Argentina ended 2023 with the highest inflation in the world, 211.4% annually, and is on track to repeat triple digits in 2024; but this time under the Libertarian Government Javier Mileiwho aims to eradicate the model of authoritarian regimes in Latin America to bring it to that of “free countries”.
That is, at least, what the director of the consulting firm Econometrica, Ramiro Castiñeira, considers, in which he says that ““Argentina has inflation levels and an economic policy of a dictatorship, like Venezuela, like Cuba”so, in his opinion, “It is a consequence of having copied the economic model that is only applied in dictatorships, such as prohibitions and stocks that restrict the level of activity and lead to an inflationary process.”
The economist states that “Argentina copied the dictatorships”because the Peronist administrations applied exchange controls, price controls, and foreign trade controls, as non-democratic governments do on the continent.
Instead, Milei looks for “copy the economic policy of free countries”he says, since the new president presented a megadecree and a ‘omnibus law’ that deregulates the economy and achieves fiscal balance.
Castiñeira not only compares Argentina’s inflation with the three digits suffered by Venezuela and Cuba, but they are countries in which the official data is also doubted, as happened with those released by the official Argentine statistics institute during the Administration. by Cristina Fernández (2007-2015).
Monthly inflation in December rose to 25.5%, due to the strong monetary issue that the Central Bank made to finance the fiscal deficit, in a context of negative net international reserves.
In addition, the so-called ‘honesty’ of prices at the end of the electoral campaign and the 50% devaluation of the value of the peso carried out by the Milei Executive as soon as he took office, on December 10, had an influence.
After this devaluation, prices in Argentina rose by 1% daily.
But the consequent depreciation of only 2% per month of the official exchange rate, below the projected inflation, is moderating the rise in prices, as Castiñeira explains, at the cost of the loss of exchange competitiveness, and now the inflation runs at 3/4% weekly.
“Prices are slowing down”says Castiñeira, because he observes in the first two weeks of January a “Noticeable slowdown” of inflation, which led him to lower the monthly projection to 20.5% – 50% between December and January – and he expects it to continue decelerating in February.

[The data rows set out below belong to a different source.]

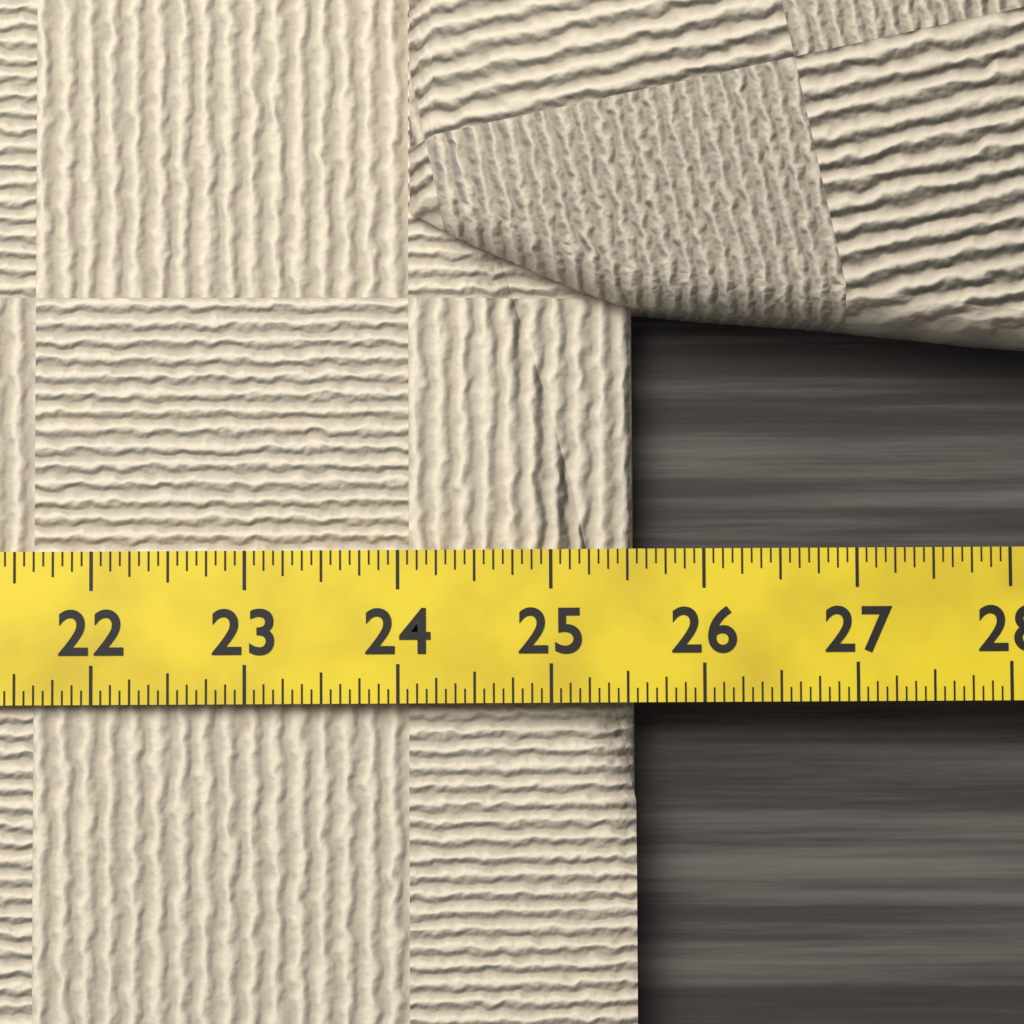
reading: 25.5625 (no unit)
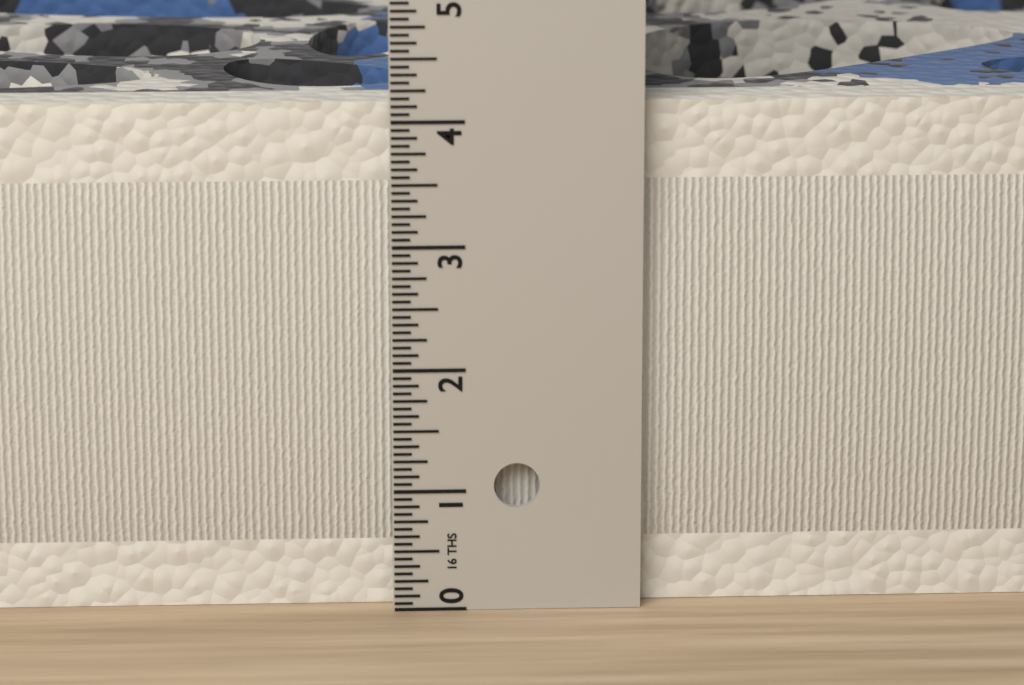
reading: 4.1250 in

Their expectation is that the Government will continue to step on the rate of depreciation of the official exchange rate and take advantage of the opportunity to release it in the second quarter, when agricultural exporters liquidate the dollars from the gross harvest.
All in all, for 2024 it predicts inflation of 235.9% for Argentina.
Milei has said that monetary policy is two years behind, so the monetization of the fiscal red during the last two years of Alberto Fernández’s Presidency (2019-2023) will be reflected in high inflation in 2024 and 2025.
Castiñeira distinguishes Milei’s high inflation in that it will include the release of prices contained by the previous Peronist government, a 150% repressed inflation in the controls of the exchange market, public service rates and fuel.
“The Executive is proposing to dismantle the current economic model that led us to the current economic and social collapse,” in a country that exceeds 40% poverty and going towards “another economy of this century“, said.
If the decree of necessity and urgency (DNU) and the Law of Bases and Starting Points for the Freedom of Argentines, renamed by the press and public opinion as ‘omnibus law’, the first proposals from the Milei Executive, are approved, the path is consolidated; But if not, Castiñeira agrees with the president that the country is heading towards hyperinflation.
Whether I achieve it or not, in 30 days Milei did “a lot” to disarm the “corporate, quasi-fascist economic model that copied dictatorships” for one where freedom counts, concludes the economist.